HC Deb 05 March 1884 vol 285 cc549-51
SIR STAFFORD NORTHCOTE

Sir, I wish to be allowed to put a Question to you, of which I gave you Notice yesterday, in regard to the Notice of Motion which my right hon. and gallant Friend the Member for North Lancashire (Colonel Stanley) gave yesterday. I wish to know whether it will be competent for him to move that Motion as an Amendment on going into Committee of Supply on the Supplementary Estimates to-morrow?

MR. SPEAKER

In reply to the right hon. Gentleman, I have to state that the Standing Order of the 27th of November, 1882, is imperative on this subject. My Predecessor in this Chair held that the New Rule provided that the Speaker should leave the Chair on Mondays and Thursdays without Question put, except on first going into Committee of Supply on the Army, Navy, or Civil Service Estimates; and he added that, if the Supplementary Estimates were proposed on Monday or Thursday as the first Order of the Day, it would be his duty, as soon as the Order for going into Committee of Supply was read, to leave the Chair. It will be my duty, therefore, if the Supplementary Estimates are proposed as the first Order of the Day to-morrow, to leave the Chair without Question put. It will not be competent, therefore, for the right hon. and gallant Member (Colonel Stanley) to move his Amendment.

SIR STAFFORD NORTHCOTE

Under those circumstances, I will ask the Prime Minister if he can afford any facilities for bringing forward the Motion of my right hon. and gallant Friend—whether he cannot make some arrangement by which this Rule, which applies only to the case when Supply stands as the first Order of the Day on Monday and Thursday, will not shut out the Amendment?

MR. GLADSTONE

With respect to making any arrangement against the operation of the Rule, and by which the Rule may be avoided, I do not at all know to what arrangement the right hon. Gentleman opposite alludes, and I cannot give any answer to it until I know to what arrangement he alludes. I understand him to ask me whether we could give facilities for bringing the Motion on. I understand that in the usual sense, whether I could arrange that Supply should not be taken to-morrow, and that that day should be left vacant for the raising of any substantive Motion in the shape of a Vote of Censure upon the Egyptian policy of the Government. To that I must answer in the negative; it would be impossible for me to do that. But, in giving that answer, I may state that the arrangement we have made was made for the convenience of Public Business, and in the full belief that we were meeting the wishes of the House; and I thought that the right hon. Gentleman himself distinctly intimated to us that it was his desire to have the Vote for the Egyptian Expenditure—the Supplementary Military Estimate—taken as soon as possible; and, likewise, that when that Vote was proposed, a fresh discussion should be raised on the Egyptian policy of the Government. For that we thought we had provided. Considering that three weeks of the Session were passed before the Address was reported; considering that it is only a fortnight since a Vote of Censure on the Government for its Egyptian policy was disposed of after five nights' debate; considering that we have had seven other debates on our Egyptian policy of shorter duration; and considering that it is very necessary to get on with the Supplementary Estimates, and having regard to the principal Business of the Session, I must own that I am not prepared to set aside Supply to-morrow, or to consent to be a party to such an arrangement, in order to make room for such a Motion.

SIR STAFFORD NORTHCOTE

In reference to part of the answer of the right hon. Gentleman, what I meant was this—that the Rule which excludes my right hon. and gallant Friend (Colonel Stanley) from making a Motion only applies in cases where Supply is taken as the first Business. If it is taken as the second Business instead of the first, that difficulty would not arise; and my suggestion was that some other Order of the Day—such, for instance, as the Bill relating to the retirement of the late Speaker—might be put first. In that case the difficulty would not arise, and I would ask the right hon. Gentleman to consider that point.

MR. LABOUCHERE

I would also ask the Prime Minister whether he has observed that, even if he made that arrangement, no vote could be taken on the proposal of the right hon. and gallant Gentleman opposite (Colonel Stanley), because I have an Amendment which would come before it, and I mean to take a Division upon that Amendment?

SIR STAFFORD NORTHCOTE

The right hon. Gentleman does not answer my Question as to whether any arrangement could be made.

MR. GLADSTONE

No, Sir; it was a request to me to consider a certain subject. I did not think an off-hand answer was necessary. Indeed, we cannot be expected to make an off-hand answer, and it will be necessary to have regard also to the point which has been raised by my hon. Friend the Member for Northampton (Mr. Labouchere).

SIR STAFFORD NORTHCOTE

Then I will repeat the Question before the close of the Business to-day.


» Activity
Your job is to return every line in the data holding the string "number".

[Figure record extracts]
<<<<
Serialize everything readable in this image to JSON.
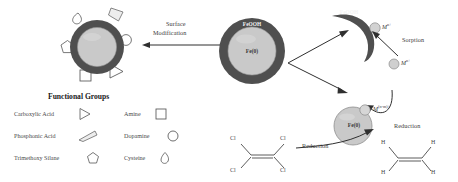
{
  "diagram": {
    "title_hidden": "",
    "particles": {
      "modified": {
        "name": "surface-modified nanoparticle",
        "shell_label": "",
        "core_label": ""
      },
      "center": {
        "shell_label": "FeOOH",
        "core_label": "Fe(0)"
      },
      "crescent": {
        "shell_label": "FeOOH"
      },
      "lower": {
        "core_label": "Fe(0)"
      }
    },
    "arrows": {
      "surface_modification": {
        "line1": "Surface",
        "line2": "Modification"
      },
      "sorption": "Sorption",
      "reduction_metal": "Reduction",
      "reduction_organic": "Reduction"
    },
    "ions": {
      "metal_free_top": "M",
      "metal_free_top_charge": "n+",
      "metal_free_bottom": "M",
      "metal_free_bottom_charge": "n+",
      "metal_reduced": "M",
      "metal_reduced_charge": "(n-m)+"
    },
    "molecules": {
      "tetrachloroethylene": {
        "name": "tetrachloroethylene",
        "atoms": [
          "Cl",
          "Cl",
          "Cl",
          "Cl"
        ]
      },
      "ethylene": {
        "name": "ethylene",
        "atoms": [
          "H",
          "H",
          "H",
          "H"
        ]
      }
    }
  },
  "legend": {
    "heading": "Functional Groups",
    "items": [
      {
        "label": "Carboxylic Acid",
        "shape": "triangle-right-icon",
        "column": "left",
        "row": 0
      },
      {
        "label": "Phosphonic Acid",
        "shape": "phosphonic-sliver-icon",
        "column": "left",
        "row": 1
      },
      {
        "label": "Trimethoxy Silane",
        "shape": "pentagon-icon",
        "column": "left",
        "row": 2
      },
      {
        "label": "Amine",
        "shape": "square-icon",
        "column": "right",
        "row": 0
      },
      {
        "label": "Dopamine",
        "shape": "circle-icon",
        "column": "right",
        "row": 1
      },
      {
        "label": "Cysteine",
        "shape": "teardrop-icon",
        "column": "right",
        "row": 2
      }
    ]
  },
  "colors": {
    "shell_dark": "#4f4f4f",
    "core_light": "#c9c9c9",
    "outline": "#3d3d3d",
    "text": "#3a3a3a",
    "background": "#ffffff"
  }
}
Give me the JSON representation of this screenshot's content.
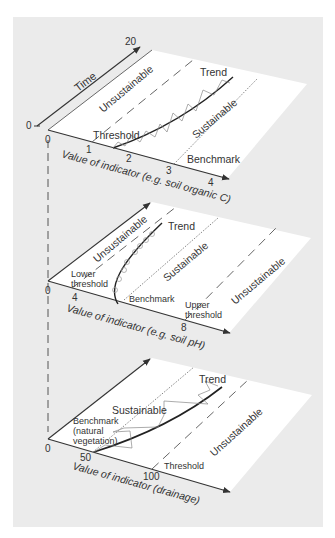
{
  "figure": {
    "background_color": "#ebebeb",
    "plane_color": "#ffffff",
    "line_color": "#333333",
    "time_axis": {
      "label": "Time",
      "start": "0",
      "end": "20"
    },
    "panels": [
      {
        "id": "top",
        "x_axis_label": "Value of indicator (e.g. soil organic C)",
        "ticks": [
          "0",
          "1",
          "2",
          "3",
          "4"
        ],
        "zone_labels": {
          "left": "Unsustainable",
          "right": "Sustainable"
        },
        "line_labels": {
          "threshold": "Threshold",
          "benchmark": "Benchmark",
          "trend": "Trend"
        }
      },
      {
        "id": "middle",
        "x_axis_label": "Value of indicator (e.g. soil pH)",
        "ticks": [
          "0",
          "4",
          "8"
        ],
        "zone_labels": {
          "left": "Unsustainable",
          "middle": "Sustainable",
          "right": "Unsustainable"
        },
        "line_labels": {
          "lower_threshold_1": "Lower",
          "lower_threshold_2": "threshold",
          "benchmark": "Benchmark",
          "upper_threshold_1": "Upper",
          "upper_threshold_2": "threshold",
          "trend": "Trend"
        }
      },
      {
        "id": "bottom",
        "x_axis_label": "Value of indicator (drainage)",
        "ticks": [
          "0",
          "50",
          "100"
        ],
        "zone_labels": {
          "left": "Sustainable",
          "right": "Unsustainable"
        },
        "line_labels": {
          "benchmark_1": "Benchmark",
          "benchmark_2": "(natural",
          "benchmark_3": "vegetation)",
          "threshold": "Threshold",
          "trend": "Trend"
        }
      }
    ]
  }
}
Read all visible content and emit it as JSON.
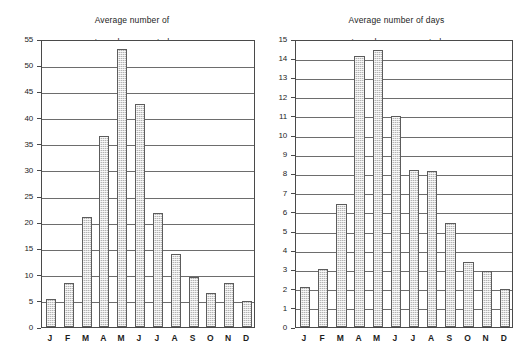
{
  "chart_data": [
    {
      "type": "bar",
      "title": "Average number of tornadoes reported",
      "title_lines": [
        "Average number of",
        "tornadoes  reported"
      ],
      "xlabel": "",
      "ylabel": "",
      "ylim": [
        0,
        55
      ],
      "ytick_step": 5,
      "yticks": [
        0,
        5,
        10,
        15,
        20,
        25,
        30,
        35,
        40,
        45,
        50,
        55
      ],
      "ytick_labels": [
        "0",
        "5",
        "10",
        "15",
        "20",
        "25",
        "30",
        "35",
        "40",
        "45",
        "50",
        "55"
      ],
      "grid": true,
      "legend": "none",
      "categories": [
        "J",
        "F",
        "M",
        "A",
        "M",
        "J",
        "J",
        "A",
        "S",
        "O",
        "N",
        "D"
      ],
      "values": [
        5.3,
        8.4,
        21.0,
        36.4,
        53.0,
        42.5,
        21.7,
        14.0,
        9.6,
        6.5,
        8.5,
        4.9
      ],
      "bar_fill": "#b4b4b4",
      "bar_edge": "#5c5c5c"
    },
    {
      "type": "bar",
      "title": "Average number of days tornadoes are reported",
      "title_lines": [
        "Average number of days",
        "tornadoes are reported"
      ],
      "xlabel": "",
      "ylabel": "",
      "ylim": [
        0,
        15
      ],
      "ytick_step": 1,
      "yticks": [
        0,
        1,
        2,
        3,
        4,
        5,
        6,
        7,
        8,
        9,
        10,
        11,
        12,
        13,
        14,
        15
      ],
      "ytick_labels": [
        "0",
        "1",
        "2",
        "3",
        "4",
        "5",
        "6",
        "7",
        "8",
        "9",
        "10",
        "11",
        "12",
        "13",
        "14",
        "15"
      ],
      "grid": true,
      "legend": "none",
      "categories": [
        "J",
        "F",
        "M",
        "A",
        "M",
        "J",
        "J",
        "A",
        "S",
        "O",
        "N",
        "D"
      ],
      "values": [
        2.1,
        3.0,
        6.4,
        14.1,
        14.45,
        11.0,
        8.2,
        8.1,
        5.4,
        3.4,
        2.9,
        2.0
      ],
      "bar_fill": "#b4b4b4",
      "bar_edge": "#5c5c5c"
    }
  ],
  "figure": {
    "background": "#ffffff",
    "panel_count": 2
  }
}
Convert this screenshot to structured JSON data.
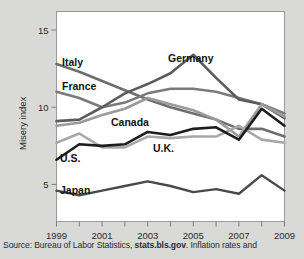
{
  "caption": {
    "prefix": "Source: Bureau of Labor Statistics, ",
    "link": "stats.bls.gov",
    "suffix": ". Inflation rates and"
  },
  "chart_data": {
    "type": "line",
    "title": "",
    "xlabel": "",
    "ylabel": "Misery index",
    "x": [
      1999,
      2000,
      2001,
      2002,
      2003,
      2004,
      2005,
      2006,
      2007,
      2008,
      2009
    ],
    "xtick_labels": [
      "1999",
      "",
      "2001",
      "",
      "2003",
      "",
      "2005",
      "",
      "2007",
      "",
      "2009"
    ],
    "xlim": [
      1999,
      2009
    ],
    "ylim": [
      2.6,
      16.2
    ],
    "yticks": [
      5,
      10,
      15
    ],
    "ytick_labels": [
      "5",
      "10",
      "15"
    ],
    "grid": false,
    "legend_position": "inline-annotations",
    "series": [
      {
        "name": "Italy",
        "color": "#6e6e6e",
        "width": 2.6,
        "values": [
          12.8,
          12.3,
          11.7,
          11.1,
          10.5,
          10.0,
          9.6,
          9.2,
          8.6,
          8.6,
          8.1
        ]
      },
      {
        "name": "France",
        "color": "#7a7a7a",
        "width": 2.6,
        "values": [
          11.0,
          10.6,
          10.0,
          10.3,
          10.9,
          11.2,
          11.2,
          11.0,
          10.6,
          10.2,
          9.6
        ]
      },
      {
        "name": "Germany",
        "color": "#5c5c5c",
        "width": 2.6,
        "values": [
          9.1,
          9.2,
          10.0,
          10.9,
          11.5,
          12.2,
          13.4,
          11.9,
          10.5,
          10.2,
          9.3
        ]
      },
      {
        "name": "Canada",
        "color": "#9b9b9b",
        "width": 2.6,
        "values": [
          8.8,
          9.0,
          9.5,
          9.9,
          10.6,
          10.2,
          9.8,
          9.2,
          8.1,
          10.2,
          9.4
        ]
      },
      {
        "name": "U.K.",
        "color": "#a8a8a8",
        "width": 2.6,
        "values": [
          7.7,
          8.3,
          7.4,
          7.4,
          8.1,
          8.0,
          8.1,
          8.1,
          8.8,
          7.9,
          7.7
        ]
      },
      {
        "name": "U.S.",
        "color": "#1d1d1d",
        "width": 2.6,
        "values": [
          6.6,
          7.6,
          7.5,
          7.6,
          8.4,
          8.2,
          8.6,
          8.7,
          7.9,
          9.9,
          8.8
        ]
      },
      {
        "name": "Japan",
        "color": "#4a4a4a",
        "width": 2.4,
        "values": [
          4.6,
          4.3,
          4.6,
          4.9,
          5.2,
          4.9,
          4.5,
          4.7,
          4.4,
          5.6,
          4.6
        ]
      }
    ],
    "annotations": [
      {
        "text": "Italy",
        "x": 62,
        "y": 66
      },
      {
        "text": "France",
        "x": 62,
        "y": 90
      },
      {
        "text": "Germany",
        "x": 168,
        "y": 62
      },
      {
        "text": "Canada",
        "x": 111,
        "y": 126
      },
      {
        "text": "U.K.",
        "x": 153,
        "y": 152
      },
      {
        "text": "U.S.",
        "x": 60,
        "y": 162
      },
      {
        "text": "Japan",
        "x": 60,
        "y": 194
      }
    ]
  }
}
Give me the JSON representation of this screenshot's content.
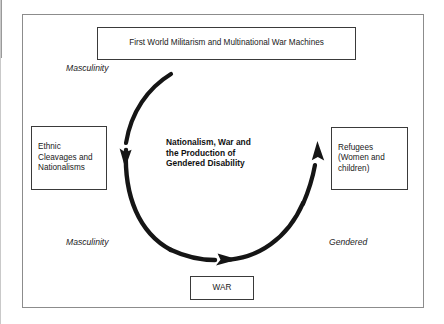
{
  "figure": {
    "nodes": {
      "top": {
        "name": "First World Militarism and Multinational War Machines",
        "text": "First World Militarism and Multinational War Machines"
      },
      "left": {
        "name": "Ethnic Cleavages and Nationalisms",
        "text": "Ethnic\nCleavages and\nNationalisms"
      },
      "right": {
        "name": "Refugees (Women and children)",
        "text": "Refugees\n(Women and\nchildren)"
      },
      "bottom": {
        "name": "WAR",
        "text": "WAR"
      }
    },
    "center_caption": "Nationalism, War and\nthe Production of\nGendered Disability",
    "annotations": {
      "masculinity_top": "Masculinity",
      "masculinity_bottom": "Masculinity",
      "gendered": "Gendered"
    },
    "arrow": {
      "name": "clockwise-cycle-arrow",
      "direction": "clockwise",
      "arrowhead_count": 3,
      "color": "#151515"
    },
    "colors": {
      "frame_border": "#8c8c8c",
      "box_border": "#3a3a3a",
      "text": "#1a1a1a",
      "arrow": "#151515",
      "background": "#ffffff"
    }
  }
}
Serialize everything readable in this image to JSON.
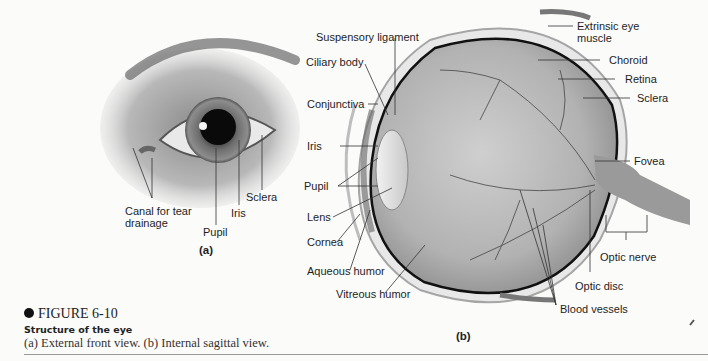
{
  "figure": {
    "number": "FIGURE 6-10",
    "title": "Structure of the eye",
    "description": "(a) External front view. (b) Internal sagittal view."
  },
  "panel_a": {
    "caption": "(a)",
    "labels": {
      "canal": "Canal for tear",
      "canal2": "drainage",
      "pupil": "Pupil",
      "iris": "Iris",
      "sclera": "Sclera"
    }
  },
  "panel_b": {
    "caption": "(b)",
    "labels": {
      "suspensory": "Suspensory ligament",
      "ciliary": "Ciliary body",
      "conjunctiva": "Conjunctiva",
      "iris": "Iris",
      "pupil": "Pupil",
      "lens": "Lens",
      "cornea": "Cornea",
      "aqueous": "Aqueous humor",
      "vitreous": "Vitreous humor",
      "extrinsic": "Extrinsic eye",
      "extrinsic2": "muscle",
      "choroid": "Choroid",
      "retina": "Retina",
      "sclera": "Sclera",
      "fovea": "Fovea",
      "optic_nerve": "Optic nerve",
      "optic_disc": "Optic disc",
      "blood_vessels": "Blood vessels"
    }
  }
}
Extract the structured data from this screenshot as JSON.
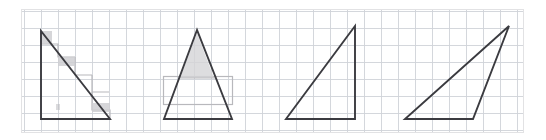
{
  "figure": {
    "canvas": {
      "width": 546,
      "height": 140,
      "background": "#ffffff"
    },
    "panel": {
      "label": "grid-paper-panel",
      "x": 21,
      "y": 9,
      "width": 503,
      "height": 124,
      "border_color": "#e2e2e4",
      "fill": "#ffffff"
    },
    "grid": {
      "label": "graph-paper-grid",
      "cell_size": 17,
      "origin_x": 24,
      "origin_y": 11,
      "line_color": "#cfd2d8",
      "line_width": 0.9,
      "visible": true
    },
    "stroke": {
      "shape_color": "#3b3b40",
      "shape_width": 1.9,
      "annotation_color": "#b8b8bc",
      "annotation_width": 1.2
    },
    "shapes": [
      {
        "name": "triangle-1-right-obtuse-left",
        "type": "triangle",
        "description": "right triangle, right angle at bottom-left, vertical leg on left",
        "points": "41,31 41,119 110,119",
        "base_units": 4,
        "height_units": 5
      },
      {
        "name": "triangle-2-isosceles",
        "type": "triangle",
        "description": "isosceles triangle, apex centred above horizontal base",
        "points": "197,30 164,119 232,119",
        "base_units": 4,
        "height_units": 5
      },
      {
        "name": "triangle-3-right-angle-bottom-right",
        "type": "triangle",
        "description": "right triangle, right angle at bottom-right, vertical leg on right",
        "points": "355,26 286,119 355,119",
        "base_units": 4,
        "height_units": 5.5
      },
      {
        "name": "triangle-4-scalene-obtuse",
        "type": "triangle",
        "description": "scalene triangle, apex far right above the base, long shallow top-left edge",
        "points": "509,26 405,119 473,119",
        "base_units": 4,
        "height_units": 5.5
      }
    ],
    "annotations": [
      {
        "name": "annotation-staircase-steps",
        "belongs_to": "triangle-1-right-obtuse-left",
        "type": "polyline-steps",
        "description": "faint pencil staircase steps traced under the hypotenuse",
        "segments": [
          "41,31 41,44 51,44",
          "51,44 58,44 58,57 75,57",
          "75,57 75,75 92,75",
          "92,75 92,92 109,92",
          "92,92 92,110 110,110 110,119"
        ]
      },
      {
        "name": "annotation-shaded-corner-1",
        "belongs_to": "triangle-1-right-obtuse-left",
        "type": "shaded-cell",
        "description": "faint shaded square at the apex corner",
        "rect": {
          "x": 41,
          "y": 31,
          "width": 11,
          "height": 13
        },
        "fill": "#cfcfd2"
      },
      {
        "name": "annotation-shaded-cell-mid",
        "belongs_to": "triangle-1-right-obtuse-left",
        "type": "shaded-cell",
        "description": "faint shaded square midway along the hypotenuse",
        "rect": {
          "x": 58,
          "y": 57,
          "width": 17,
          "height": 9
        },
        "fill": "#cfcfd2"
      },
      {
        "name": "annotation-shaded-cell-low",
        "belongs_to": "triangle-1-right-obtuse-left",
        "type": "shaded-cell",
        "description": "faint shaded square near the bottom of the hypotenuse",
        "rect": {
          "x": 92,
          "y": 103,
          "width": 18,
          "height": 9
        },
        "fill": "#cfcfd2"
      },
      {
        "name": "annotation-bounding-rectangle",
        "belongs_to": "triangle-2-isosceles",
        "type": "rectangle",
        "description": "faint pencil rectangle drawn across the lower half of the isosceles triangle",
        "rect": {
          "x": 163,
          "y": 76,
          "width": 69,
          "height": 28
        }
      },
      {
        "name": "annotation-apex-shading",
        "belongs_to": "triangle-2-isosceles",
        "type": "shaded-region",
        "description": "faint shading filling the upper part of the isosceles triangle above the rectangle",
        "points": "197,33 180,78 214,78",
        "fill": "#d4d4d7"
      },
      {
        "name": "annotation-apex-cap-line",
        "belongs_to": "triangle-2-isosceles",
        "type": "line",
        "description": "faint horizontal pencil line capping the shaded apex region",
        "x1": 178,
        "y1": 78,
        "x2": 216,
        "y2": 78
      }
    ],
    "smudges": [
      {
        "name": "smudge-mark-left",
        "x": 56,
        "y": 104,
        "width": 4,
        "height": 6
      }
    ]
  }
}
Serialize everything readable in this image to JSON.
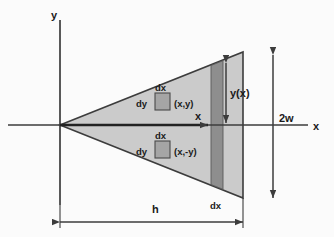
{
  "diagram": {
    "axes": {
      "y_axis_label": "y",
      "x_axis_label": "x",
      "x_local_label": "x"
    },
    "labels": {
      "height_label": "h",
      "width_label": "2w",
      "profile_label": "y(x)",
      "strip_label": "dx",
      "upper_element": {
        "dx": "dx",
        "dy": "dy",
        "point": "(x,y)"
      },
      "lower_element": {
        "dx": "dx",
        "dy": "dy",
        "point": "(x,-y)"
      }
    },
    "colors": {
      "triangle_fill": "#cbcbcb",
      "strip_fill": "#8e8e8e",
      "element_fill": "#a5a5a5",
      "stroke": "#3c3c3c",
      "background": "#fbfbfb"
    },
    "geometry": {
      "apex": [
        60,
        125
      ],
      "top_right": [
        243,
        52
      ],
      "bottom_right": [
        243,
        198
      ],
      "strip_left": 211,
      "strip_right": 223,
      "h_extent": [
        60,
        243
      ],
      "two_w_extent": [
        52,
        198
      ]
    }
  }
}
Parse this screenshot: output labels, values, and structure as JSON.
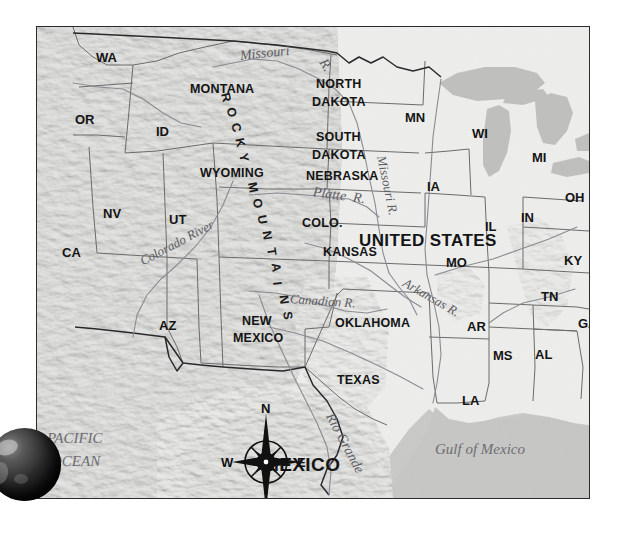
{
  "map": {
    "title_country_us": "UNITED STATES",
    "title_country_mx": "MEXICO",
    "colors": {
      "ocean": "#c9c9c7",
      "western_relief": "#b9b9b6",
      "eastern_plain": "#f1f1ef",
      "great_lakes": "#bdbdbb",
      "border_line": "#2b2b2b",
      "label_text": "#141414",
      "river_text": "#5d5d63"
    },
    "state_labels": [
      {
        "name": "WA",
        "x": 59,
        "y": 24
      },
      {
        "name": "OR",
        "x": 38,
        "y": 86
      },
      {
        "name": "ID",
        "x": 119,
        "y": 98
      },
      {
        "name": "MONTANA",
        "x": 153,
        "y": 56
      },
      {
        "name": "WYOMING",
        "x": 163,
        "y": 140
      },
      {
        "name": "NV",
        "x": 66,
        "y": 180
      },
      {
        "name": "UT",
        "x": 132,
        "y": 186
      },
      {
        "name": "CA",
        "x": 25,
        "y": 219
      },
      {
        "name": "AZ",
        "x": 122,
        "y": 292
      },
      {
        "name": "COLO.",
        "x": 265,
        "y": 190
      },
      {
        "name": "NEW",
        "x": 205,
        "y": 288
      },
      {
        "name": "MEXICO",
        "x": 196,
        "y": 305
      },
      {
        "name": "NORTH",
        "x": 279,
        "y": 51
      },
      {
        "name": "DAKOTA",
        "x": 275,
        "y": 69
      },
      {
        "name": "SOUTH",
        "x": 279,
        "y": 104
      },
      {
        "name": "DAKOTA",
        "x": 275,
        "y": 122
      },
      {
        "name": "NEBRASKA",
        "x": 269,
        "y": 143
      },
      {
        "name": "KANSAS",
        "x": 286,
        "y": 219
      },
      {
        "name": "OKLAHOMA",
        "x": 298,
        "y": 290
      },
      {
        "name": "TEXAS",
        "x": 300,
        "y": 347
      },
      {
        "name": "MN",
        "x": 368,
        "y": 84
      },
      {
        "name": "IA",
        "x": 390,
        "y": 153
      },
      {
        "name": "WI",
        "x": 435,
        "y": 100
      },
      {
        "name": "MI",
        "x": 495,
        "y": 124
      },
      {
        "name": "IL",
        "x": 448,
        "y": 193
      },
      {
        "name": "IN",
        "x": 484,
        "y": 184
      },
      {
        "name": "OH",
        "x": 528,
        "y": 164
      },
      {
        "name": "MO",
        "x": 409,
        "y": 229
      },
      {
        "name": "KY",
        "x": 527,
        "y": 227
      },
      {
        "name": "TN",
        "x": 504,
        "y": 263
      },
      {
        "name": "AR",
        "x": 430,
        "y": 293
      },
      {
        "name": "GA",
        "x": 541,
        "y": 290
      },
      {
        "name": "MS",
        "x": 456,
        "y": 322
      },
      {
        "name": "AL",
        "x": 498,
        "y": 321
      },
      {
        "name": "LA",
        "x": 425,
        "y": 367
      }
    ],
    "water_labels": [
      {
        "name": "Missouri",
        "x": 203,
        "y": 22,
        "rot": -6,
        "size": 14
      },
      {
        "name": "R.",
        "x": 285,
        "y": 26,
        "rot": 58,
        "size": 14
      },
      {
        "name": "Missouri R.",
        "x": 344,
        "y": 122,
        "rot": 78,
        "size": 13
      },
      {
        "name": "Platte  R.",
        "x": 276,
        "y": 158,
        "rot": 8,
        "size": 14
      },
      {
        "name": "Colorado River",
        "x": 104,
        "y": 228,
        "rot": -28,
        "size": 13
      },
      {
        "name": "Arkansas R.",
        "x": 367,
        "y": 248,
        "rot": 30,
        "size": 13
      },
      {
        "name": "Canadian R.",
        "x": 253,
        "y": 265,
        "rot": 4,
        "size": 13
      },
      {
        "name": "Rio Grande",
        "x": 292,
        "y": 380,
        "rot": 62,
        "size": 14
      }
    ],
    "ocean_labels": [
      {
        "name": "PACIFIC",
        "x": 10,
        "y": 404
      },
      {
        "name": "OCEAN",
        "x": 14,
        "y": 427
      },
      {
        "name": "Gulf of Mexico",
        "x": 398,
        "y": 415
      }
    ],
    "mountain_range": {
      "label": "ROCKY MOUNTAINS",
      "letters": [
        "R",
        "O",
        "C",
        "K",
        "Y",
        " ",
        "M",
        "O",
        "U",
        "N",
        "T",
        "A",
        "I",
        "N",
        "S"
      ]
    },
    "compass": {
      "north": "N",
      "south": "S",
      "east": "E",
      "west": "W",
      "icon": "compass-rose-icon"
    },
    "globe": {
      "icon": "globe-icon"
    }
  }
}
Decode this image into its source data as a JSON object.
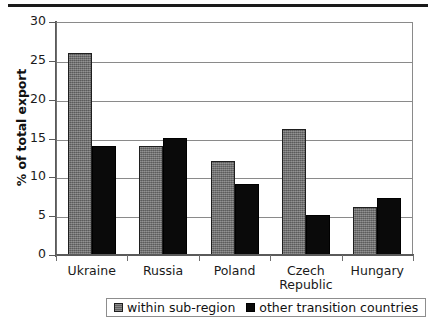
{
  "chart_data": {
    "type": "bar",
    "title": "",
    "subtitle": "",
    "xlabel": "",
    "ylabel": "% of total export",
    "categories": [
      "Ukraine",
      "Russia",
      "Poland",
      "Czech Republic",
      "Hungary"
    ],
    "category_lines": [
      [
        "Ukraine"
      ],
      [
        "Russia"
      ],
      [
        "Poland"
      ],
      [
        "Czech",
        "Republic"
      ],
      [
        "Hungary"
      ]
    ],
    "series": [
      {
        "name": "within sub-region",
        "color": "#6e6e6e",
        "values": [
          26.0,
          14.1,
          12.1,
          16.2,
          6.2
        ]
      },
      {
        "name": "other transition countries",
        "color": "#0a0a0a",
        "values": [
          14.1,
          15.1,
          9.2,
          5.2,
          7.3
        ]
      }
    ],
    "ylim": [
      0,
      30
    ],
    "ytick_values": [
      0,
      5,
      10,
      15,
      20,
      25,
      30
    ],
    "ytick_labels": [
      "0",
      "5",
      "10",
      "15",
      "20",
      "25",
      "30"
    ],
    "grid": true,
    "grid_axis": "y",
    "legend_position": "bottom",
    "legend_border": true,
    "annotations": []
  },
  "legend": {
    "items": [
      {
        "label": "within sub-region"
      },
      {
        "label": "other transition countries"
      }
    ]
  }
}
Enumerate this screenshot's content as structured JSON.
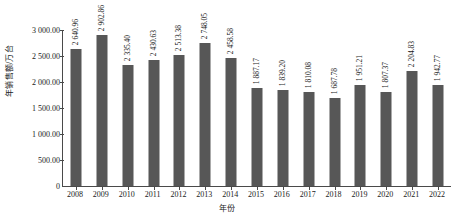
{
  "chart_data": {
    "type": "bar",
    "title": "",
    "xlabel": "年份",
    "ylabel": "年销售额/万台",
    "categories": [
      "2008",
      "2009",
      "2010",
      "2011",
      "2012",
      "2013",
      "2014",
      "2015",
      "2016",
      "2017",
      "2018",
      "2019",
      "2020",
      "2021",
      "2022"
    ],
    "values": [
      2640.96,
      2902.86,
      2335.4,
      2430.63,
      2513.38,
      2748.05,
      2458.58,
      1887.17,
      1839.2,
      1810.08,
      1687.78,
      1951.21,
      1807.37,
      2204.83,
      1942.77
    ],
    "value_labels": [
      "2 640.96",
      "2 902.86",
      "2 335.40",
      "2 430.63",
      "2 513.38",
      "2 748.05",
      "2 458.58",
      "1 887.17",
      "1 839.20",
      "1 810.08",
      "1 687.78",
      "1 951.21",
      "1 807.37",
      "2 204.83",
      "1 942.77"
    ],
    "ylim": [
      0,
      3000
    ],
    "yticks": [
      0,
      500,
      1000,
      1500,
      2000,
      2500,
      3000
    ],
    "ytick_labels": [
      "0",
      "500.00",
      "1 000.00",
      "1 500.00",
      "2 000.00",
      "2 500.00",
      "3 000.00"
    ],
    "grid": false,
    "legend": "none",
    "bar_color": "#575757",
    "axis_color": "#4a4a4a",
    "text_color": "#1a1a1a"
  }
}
>>>>
» Your solution
      "title": "Average number of tornadoes reported",
        "Average number of",
      "title": "Average number of days tornadoes are reported",
        "Average number of days",
    "number": "FIGURE 6-10",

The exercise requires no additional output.